Guide to the classics: Michel de Montaigne's Essays
Guide to the classics: Michel de Montaigne’s Essays
Section titled “Guide to the classics: Michel de Montaigne’s Essays”
Metadata
Section titled “Metadata”- Author: Matthew Sharpe
- Full Title: Guide to the classics: Michel de Montaigne’s Essays
- Category: #articles
- URL: https://theconversation.com/guide-to-the-classics-michel-de-montaignes-essays-63508
Highlights
Section titled “Highlights”- Yet there is a strong sense in which all of the Essays are a form of what one 20th century author has dubbed “self-writing”: an ethical exercise to “strengthen and enlighten” Montaigne’s own judgement, as much as that of we readers:
And though nobody should read me, have I wasted time in entertaining myself so many idle hours in so pleasing and useful thoughts? … I have no more made my book than my book has made me: it is a book consubstantial with the author, of a peculiar design, a parcel of my life … As for the seeming disorder of the product, and Montaigne’s frequent claims that he is playing the fool, this is arguably one more feature of the Essays that reflects his Socratic irony. Montaigne wants to leave us with some work to do and scope to find our own paths through the labyrinth of his thoughts, or alternatively, to bobble about on their diverting surfaces.
- Writing in a time of cruel sectarian violence, Montaigne is unconvinced by the ageless claim that having a dogmatic faith is necessary or especially effective in assisting people to love their neighbours:
Between ourselves, I have ever observed supercelestial opinions and subterranean manners to be of singular accord … This scepticism applies as much to the pagan ideal of a perfected philosophical sage as it does to theological speculations.
- Indeed when it comes to his essays “Of Moderation” or “Of Virtue”, Montaigne quietly breaks the ancient mold. Instead of celebrating the feats of the world’s Catos or Alexanders, here he lists example after example of people moved by their sense of transcendent self-righteousness to acts of murderous or suicidal excess. Even virtue can become vicious, these essays imply, unless we know how to moderate our own presumptions.
- If there is one form of argument Montaigne uses most often, it is the sceptical argument drawing on the disagreement amongst even the wisest authorities.
If human beings could know if, say, the soul was immortal, with or without the body, or dissolved when we die … then the wisest people would all have come to the same conclusions by now, the argument goes. Yet even the “most knowing” authorities disagree about such things, Montaigne delights in showing us.
The existence of such “an infinite confusion” of opinions and customs ceases to be the problem, for Montaigne. It points the way to a new kind of solution, and could in fact enlighten us.
Documenting such manifold differences between customs and opinions is, for him, an education in humility:
Manners and opinions contrary to mine do not so much displease as instruct me; nor so much make me proud as they humble me.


● Exercise description
Without including any images, please transcribe all the lines below exactly.

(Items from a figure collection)
++++++++++++++++++++
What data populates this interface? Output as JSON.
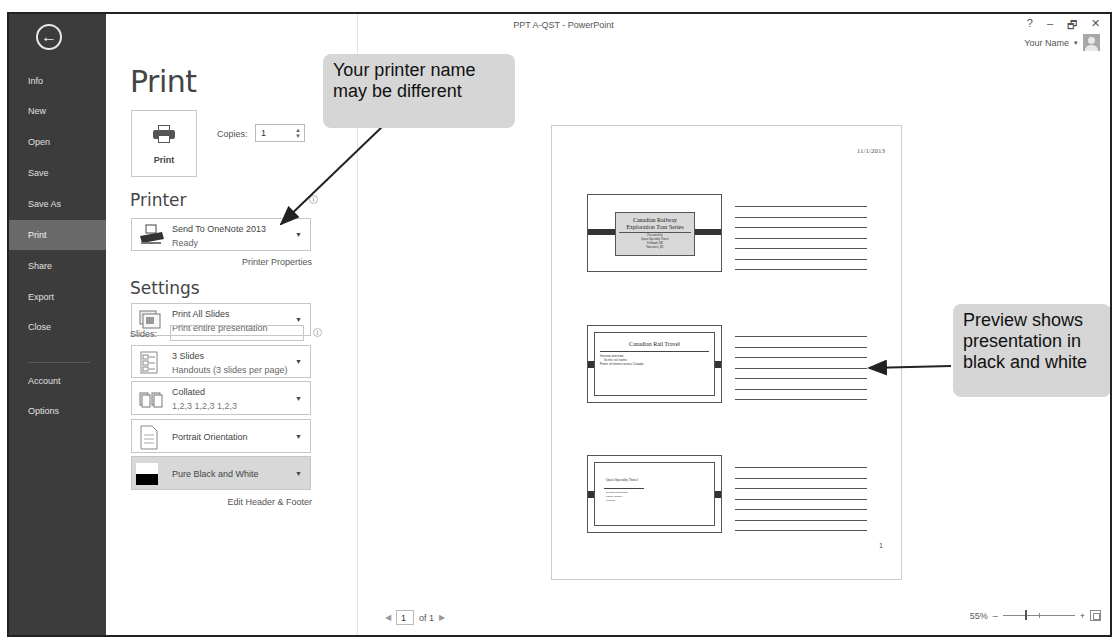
{
  "window": {
    "title": "PPT A-QST - PowerPoint",
    "controls": {
      "help": "?",
      "minimize": "–",
      "restore": "🗗",
      "close": "✕"
    },
    "user_name": "Your Name",
    "user_caret": "▾"
  },
  "sidebar": {
    "back_glyph": "←",
    "items": [
      {
        "label": "Info"
      },
      {
        "label": "New"
      },
      {
        "label": "Open"
      },
      {
        "label": "Save"
      },
      {
        "label": "Save As"
      },
      {
        "label": "Print",
        "active": true
      },
      {
        "label": "Share"
      },
      {
        "label": "Export"
      },
      {
        "label": "Close"
      },
      {
        "label": "Account"
      },
      {
        "label": "Options"
      }
    ]
  },
  "print_panel": {
    "title": "Print",
    "print_button_label": "Print",
    "copies_label": "Copies:",
    "copies_value": "1",
    "printer_heading": "Printer",
    "printer": {
      "name": "Send To OneNote 2013",
      "status": "Ready"
    },
    "printer_properties_link": "Printer Properties",
    "settings_heading": "Settings",
    "settings": {
      "range": {
        "title": "Print All Slides",
        "subtitle": "Print entire presentation"
      },
      "slides_label": "Slides:",
      "slides_value": "",
      "layout": {
        "title": "3 Slides",
        "subtitle": "Handouts (3 slides per page)"
      },
      "collation": {
        "title": "Collated",
        "subtitle": "1,2,3   1,2,3   1,2,3"
      },
      "orientation": {
        "title": "Portrait Orientation"
      },
      "color": {
        "title": "Pure Black and White"
      }
    },
    "edit_header_footer_link": "Edit Header & Footer",
    "dropdown_arrow": "▼",
    "info_glyph": "i"
  },
  "preview": {
    "date": "11/1/2013",
    "page_number": "1",
    "slides": [
      {
        "title_line1": "Canadian Railway",
        "title_line2": "Exploration Tour Series",
        "sub_lines": [
          "Presented by",
          "Quest Specialty Travel",
          "Portland, OR",
          "Vancouver, BC"
        ]
      },
      {
        "title": "Canadian Rail Travel",
        "bullets": [
          "Itinerary overview",
          "Scenic rail routes",
          "Points of interest across Canada"
        ]
      },
      {
        "title": "Quest Specialty Travel",
        "bullets": [
          "Contact information",
          "Phone number",
          "Website"
        ]
      }
    ],
    "note_lines_per_slide": 7
  },
  "status_bar": {
    "prev_page": "◀",
    "current_page": "1",
    "page_of": "of 1",
    "next_page": "▶",
    "zoom_level": "55%",
    "zoom_out": "–",
    "zoom_in": "+"
  },
  "callouts": {
    "printer_note": [
      "Your printer name",
      "may be different"
    ],
    "preview_note": [
      "Preview shows",
      "presentation in",
      "black and white"
    ]
  }
}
++++++++++++++++++++
● Answer box
What data populates this interface? Output as JSON.
{
  "window": {
    "title": "PPT A-QST - PowerPoint",
    "controls": {
      "help": "?",
      "minimize": "–",
      "restore": "🗗",
      "close": "✕"
    },
    "user_name": "Your Name",
    "user_caret": "▾"
  },
  "sidebar": {
    "back_glyph": "←",
    "items": [
      {
        "label": "Info"
      },
      {
        "label": "New"
      },
      {
        "label": "Open"
      },
      {
        "label": "Save"
      },
      {
        "label": "Save As"
      },
      {
        "label": "Print",
        "active": true
      },
      {
        "label": "Share"
      },
      {
        "label": "Export"
      },
      {
        "label": "Close"
      },
      {
        "label": "Account"
      },
      {
        "label": "Options"
      }
    ]
  },
  "print_panel": {
    "title": "Print",
    "print_button_label": "Print",
    "copies_label": "Copies:",
    "copies_value": "1",
    "printer_heading": "Printer",
    "printer": {
      "name": "Send To OneNote 2013",
      "status": "Ready"
    },
    "printer_properties_link": "Printer Properties",
    "settings_heading": "Settings",
    "settings": {
      "range": {
        "title": "Print All Slides",
        "subtitle": "Print entire presentation"
      },
      "slides_label": "Slides:",
      "slides_value": "",
      "layout": {
        "title": "3 Slides",
        "subtitle": "Handouts (3 slides per page)"
      },
      "collation": {
        "title": "Collated",
        "subtitle": "1,2,3   1,2,3   1,2,3"
      },
      "orientation": {
        "title": "Portrait Orientation"
      },
      "color": {
        "title": "Pure Black and White"
      }
    },
    "edit_header_footer_link": "Edit Header & Footer",
    "dropdown_arrow": "▼",
    "info_glyph": "i"
  },
  "preview": {
    "date": "11/1/2013",
    "page_number": "1",
    "slides": [
      {
        "title_line1": "Canadian Railway",
        "title_line2": "Exploration Tour Series",
        "sub_lines": [
          "Presented by",
          "Quest Specialty Travel",
          "Portland, OR",
          "Vancouver, BC"
        ]
      },
      {
        "title": "Canadian Rail Travel",
        "bullets": [
          "Itinerary overview",
          "Scenic rail routes",
          "Points of interest across Canada"
        ]
      },
      {
        "title": "Quest Specialty Travel",
        "bullets": [
          "Contact information",
          "Phone number",
          "Website"
        ]
      }
    ],
    "note_lines_per_slide": 7
  },
  "status_bar": {
    "prev_page": "◀",
    "current_page": "1",
    "page_of": "of 1",
    "next_page": "▶",
    "zoom_level": "55%",
    "zoom_out": "–",
    "zoom_in": "+"
  },
  "callouts": {
    "printer_note": [
      "Your printer name",
      "may be different"
    ],
    "preview_note": [
      "Preview shows",
      "presentation in",
      "black and white"
    ]
  }
}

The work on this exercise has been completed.